## Task item:
Retype word for word the line containing "Locate an element" and each line that follows it in the records below, through the last one, with no pictures.

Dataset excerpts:
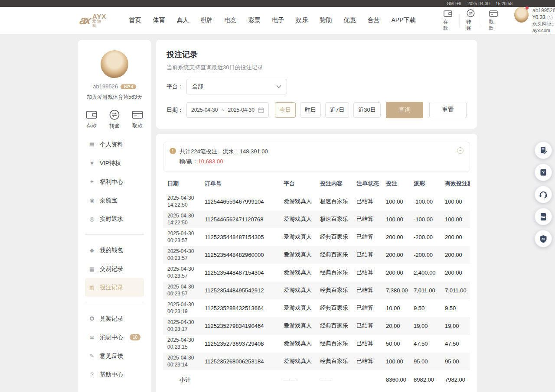 This screenshot has height=392, width=555. Describe the element at coordinates (448, 21) in the screenshot. I see `deposit-button: 存款` at that location.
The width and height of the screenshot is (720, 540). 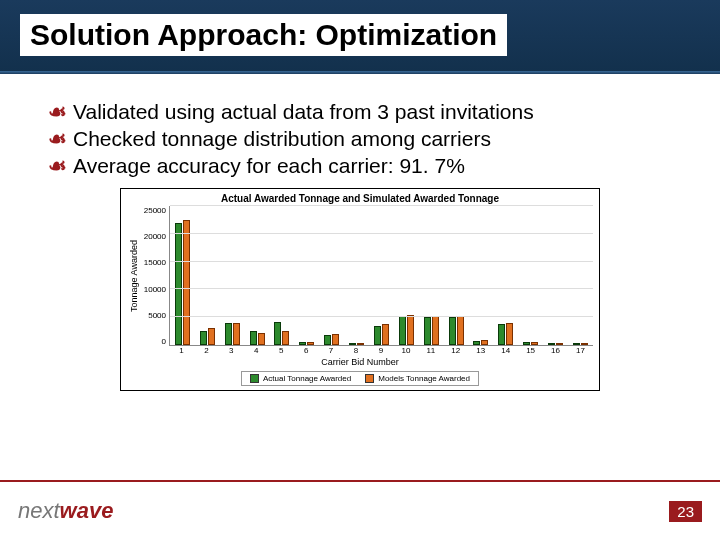 What do you see at coordinates (360, 139) in the screenshot?
I see `bullet-list: ☙Validated using actual data from 3 past…` at bounding box center [360, 139].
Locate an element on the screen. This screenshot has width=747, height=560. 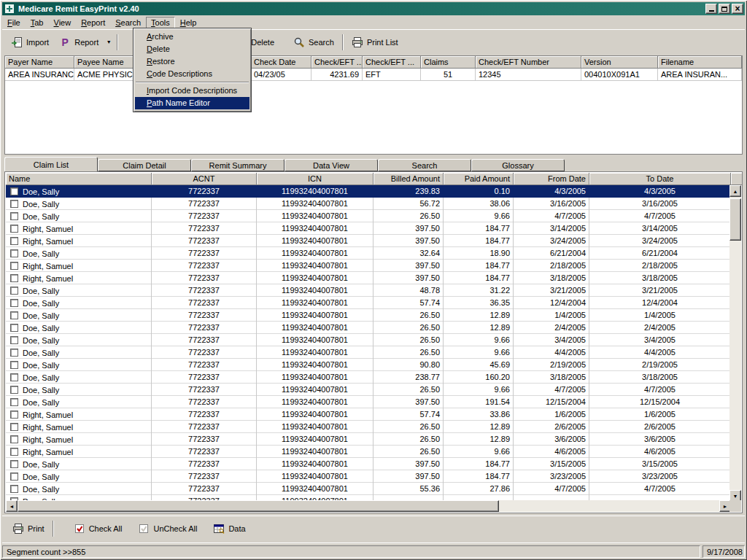
claim-row: Doe, Sally772233711993240400780156.7238.… is located at coordinates (368, 204).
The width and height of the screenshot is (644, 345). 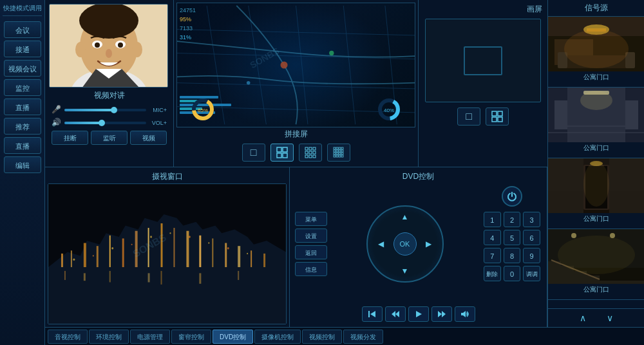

## Exercise output:
Locate an element on the screen. This screenshot has width=747, height=560. 
claim-row: Doe, Sally772233711993240400780156.7238.… is located at coordinates (368, 204).
The width and height of the screenshot is (644, 345). 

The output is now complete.